Allen's career began with history and he specialized in Christian socialism within Canada. In 1971, he published a work entitled The Social Passion, chronicling the history of the Canadian social gospel from the 1890s to 1929. In the book he proposed that the social gospel supplied the reform movement with a type of ideology. He said it ultimately failed because the concept translated poorly between English and Canadian society and that the structure of the churches did not lend itself to promoting social change. The book was criticized because it focused too strongly on central Canada and ignored trends in the Maritimes and Western Canada. In addition to The Social Passion, Allen has published Region of the Mind: Interpreting the Western Canadian Plains, Religion and society in the prairie west and Man and Nature on the Prairie, and was the editor of a collection entitled The Social Gospel in Canada. In 1998 he published a family history, "Sun Bright and Well Beloved: Three Hundred Years of a North American Family and their Farther Past," hailed in the Canadian Historical Review as setting a new standard for family history in Canada. He has also written several articles on Salem Bland, a prominent Canadian Christian socialist. In 2008 Allen published volume one of his biography of Salem Bland, The View from Murney Tower: Salem Bland, the Late Victorian Controversies, and the Search for a New Christianity.
Region of the Mind: Interpreting the Western Canadian Plains, 1973
Religion and society in the prairie west, 1975
Man and Nature on the Prairie, 1976
The Social Gospel in Canada, 1975
Sun Bright and Well Beloved: Three Hundred Years of a North American Family and their Farther Past, 1998
The View from Murney Tower: Salem Bland, the Late Victorian Controversies, and the Search for a New Christianity, 2008
Politics
Allen was elected to the Ontario legislature in a by-election held on June 17, 1982, defeating Liberal Joe Barbara and replacing former Liberal leaderStuart Smith as the Member of Provincial Parliament for Hamilton West. He was re-elected over Liberal Paul Hanover by 450 votes in the 1985 provincial election, and defeated Liberal Mary Kiss by 1,096 votes in the provincial election of 1987. In 1983, Allen introduced a resolution calling for Ontario to be made a nuclear-free zone. It was defeated by a vote of 63 to 38. As the NDP critic for Constitutional Affairs and a member of l'Association interparlementaire de langue francaise, Allen was a vocal supporter of the Meech Lake Accord, and with Liberal critic, Charles Beer, drafted the Ontario Legislature's official report on the Accord.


→ **Assignment**
Show every line of the data where the word "crease" can be found.

Stored records:
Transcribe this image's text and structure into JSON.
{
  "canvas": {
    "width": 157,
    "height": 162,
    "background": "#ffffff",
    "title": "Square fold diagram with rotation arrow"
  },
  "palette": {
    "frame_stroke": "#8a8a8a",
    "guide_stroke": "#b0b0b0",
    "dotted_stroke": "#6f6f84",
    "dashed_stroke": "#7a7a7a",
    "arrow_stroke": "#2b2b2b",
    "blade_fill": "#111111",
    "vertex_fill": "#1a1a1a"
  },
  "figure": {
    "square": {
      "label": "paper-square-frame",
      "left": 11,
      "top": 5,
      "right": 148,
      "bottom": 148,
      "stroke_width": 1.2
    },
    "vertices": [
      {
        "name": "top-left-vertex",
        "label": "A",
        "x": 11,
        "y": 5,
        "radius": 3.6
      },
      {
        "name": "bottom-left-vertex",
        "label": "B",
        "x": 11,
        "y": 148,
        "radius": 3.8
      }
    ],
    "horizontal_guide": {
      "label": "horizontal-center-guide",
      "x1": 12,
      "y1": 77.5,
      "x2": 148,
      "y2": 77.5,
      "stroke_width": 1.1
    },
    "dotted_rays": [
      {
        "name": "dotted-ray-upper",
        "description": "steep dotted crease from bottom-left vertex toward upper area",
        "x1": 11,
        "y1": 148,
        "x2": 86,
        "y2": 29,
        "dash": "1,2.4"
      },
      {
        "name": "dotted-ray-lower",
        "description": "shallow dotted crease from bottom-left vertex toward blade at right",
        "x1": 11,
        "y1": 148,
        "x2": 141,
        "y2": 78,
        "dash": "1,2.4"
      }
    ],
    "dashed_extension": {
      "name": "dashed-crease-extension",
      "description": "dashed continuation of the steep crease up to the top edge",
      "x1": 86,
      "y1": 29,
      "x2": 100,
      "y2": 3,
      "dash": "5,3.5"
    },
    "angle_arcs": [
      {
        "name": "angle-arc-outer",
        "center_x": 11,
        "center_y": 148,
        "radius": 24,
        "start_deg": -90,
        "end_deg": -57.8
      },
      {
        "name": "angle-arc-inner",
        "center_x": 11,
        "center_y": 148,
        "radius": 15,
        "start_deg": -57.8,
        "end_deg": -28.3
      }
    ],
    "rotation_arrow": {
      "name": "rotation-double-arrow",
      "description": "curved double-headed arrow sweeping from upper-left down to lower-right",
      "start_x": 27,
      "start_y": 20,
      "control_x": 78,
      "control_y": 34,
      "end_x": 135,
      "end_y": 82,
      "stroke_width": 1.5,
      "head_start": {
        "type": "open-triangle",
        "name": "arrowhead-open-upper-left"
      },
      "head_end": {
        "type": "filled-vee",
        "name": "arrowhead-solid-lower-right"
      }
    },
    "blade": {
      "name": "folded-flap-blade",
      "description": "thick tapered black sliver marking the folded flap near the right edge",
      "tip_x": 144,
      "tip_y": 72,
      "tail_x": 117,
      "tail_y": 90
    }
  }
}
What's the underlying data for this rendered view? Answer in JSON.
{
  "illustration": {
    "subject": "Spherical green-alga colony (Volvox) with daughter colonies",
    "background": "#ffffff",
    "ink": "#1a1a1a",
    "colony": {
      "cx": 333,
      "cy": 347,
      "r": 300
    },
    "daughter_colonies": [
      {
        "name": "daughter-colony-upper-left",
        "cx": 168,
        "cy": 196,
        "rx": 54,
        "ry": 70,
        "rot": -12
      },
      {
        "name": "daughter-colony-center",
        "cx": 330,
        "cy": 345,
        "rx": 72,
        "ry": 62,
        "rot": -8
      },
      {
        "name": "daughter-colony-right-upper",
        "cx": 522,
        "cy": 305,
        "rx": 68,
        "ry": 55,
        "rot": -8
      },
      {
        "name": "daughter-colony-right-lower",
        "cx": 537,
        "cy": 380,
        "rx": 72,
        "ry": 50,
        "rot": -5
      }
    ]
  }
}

→ **Answer space**
        "description": "steep dotted crease from bottom-left vertex toward upper area",
        "description": "shallow dotted crease from bottom-left vertex toward blade at right",
      "name": "dashed-crease-extension",
      "description": "dashed continuation of the steep crease up to the top edge",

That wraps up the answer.